Hannah Fidler – a Chicago-based musician, teacher, activist and organizer – spends time writing letters to incarcerated LGBTQ Muslims across the United States every week, as part of Masjid al-Rabia’s prison outreach program based in Chicago.
She writes to them about their favorite cowhelors, commiserates on the tendency of many Muslim communities to reject those who identify as queer, and discusses their personal hajj pilgrimages. Fidler also tells them about current initiatives run by Masjid al-Rabia, Chicago’s first LGBTQ affirming mosque.
“There are a lot of people who have expressed that the letter writing program with Masjid al-Rabia reflects the first time in their entire lives that someone was willing to hold space for both their queerness and their Muslim-ness,” Fidler said in an interview.
“Whenever someone says something like that, it makes it all worth it.” Besides having to reach out through the prison bureaucracy, Fidler added that striking a balance between opening her heart to give the incarcerated compassionate responses while not taking on too much, is a challenge.
“It’s a really involved balance of keeping your heart open to whatever people need to say but also realizing that you can’t take on everything that people are carrying,” she said. “We can offer them a spiritual service and friendship, but not solve all their problems.”
The biggest program run by the mosque is its prison ministry, where the organization serves more than 500 incarcerated LGBTQ Muslims in jails and detention centers across the United States. It has attracted more than 400 volunteers from the “free world,” and remains the only prison outreach program in the U.S. that caters specifically to incarcerated LGBTQ Muslims. Other non-profit organizations such as Link Outside host similar initiatives connecting incarcerated Muslims with those outside, but without a focus on incarcerated LGBTQ Muslims.
Masjid al-Rabia’s Black and Pink Crescent, which is a part of its prison outreach initiative, is a pen pal program that connects incarcerated LGBTQ Muslims with their supporters across the free world, an all-inclusive group including LGBTQ Muslims. The program was formed as a partnership with the Queer Detainee Empowerment Project and Black and Pink. Besides exchanging letters, Masjid al-Rabia also sends resources such as prayer mats and Qurans to incarcerated Muslims who request them.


Your answer must be an exact copy of the listing below.

········

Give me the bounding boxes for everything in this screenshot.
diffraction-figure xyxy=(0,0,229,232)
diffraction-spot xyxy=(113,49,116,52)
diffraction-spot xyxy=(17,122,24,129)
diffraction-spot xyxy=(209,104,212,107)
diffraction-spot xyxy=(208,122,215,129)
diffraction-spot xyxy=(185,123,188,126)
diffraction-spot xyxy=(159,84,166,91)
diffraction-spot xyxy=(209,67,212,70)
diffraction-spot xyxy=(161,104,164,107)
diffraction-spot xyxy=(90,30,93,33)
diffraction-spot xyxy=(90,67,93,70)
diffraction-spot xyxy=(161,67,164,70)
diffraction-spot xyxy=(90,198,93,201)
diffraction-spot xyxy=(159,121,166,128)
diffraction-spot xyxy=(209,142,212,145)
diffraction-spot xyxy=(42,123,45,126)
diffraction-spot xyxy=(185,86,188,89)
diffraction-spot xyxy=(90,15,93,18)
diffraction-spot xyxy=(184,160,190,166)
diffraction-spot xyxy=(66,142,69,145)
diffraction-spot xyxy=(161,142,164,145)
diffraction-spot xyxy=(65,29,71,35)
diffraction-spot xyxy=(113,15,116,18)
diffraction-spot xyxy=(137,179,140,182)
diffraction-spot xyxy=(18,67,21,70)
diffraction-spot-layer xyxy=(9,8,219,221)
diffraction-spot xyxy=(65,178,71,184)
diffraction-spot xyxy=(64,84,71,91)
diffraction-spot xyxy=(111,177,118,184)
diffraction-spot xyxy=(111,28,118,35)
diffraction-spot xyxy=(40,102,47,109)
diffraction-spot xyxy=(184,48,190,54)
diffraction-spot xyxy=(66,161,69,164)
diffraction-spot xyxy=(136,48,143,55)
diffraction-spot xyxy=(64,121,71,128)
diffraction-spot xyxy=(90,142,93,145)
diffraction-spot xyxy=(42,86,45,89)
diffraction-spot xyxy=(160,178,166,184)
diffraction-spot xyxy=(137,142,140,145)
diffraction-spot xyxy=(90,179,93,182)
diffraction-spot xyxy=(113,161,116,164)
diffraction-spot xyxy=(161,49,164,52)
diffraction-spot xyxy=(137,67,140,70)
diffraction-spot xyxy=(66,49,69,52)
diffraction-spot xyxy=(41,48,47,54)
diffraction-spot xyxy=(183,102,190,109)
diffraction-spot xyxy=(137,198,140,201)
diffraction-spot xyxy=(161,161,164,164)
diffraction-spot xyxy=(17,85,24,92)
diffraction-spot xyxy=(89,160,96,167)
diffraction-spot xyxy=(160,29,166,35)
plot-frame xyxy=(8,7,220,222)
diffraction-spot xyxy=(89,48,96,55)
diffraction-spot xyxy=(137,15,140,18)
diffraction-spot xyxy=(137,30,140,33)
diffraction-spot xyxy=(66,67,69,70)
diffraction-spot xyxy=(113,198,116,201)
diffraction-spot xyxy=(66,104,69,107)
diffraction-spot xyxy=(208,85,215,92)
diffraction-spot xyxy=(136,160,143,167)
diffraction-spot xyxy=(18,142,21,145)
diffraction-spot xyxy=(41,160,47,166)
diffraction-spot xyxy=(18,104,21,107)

········

Task result –
Give me the bounding boxes for everything in this screenshot.
diffraction-figure xyxy=(0,0,229,232)
diffraction-spot xyxy=(113,49,116,52)
diffraction-spot xyxy=(17,122,24,129)
diffraction-spot xyxy=(209,104,212,107)
diffraction-spot xyxy=(208,122,215,129)
diffraction-spot xyxy=(185,123,188,126)
diffraction-spot xyxy=(159,84,166,91)
diffraction-spot xyxy=(209,67,212,70)
diffraction-spot xyxy=(161,104,164,107)
diffraction-spot xyxy=(90,30,93,33)
diffraction-spot xyxy=(90,67,93,70)
diffraction-spot xyxy=(161,67,164,70)
diffraction-spot xyxy=(90,198,93,201)
diffraction-spot xyxy=(159,121,166,128)
diffraction-spot xyxy=(209,142,212,145)
diffraction-spot xyxy=(42,123,45,126)
diffraction-spot xyxy=(185,86,188,89)
diffraction-spot xyxy=(90,15,93,18)
diffraction-spot xyxy=(184,160,190,166)
diffraction-spot xyxy=(66,142,69,145)
diffraction-spot xyxy=(161,142,164,145)
diffraction-spot xyxy=(65,29,71,35)
diffraction-spot xyxy=(113,15,116,18)
diffraction-spot xyxy=(137,179,140,182)
diffraction-spot xyxy=(18,67,21,70)
diffraction-spot-layer xyxy=(9,8,219,221)
diffraction-spot xyxy=(65,178,71,184)
diffraction-spot xyxy=(64,84,71,91)
diffraction-spot xyxy=(111,177,118,184)
diffraction-spot xyxy=(111,28,118,35)
diffraction-spot xyxy=(40,102,47,109)
diffraction-spot xyxy=(184,48,190,54)
diffraction-spot xyxy=(66,161,69,164)
diffraction-spot xyxy=(136,48,143,55)
diffraction-spot xyxy=(64,121,71,128)
diffraction-spot xyxy=(90,142,93,145)
diffraction-spot xyxy=(42,86,45,89)
diffraction-spot xyxy=(160,178,166,184)
diffraction-spot xyxy=(137,142,140,145)
diffraction-spot xyxy=(90,179,93,182)
diffraction-spot xyxy=(113,161,116,164)
diffraction-spot xyxy=(161,49,164,52)
diffraction-spot xyxy=(137,67,140,70)
diffraction-spot xyxy=(66,49,69,52)
diffraction-spot xyxy=(41,48,47,54)
diffraction-spot xyxy=(183,102,190,109)
diffraction-spot xyxy=(137,198,140,201)
diffraction-spot xyxy=(161,161,164,164)
diffraction-spot xyxy=(17,85,24,92)
diffraction-spot xyxy=(89,160,96,167)
diffraction-spot xyxy=(160,29,166,35)
plot-frame xyxy=(8,7,220,222)
diffraction-spot xyxy=(89,48,96,55)
diffraction-spot xyxy=(137,15,140,18)
diffraction-spot xyxy=(137,30,140,33)
diffraction-spot xyxy=(66,67,69,70)
diffraction-spot xyxy=(113,198,116,201)
diffraction-spot xyxy=(66,104,69,107)
diffraction-spot xyxy=(208,85,215,92)
diffraction-spot xyxy=(136,160,143,167)
diffraction-spot xyxy=(18,142,21,145)
diffraction-spot xyxy=(41,160,47,166)
diffraction-spot xyxy=(18,104,21,107)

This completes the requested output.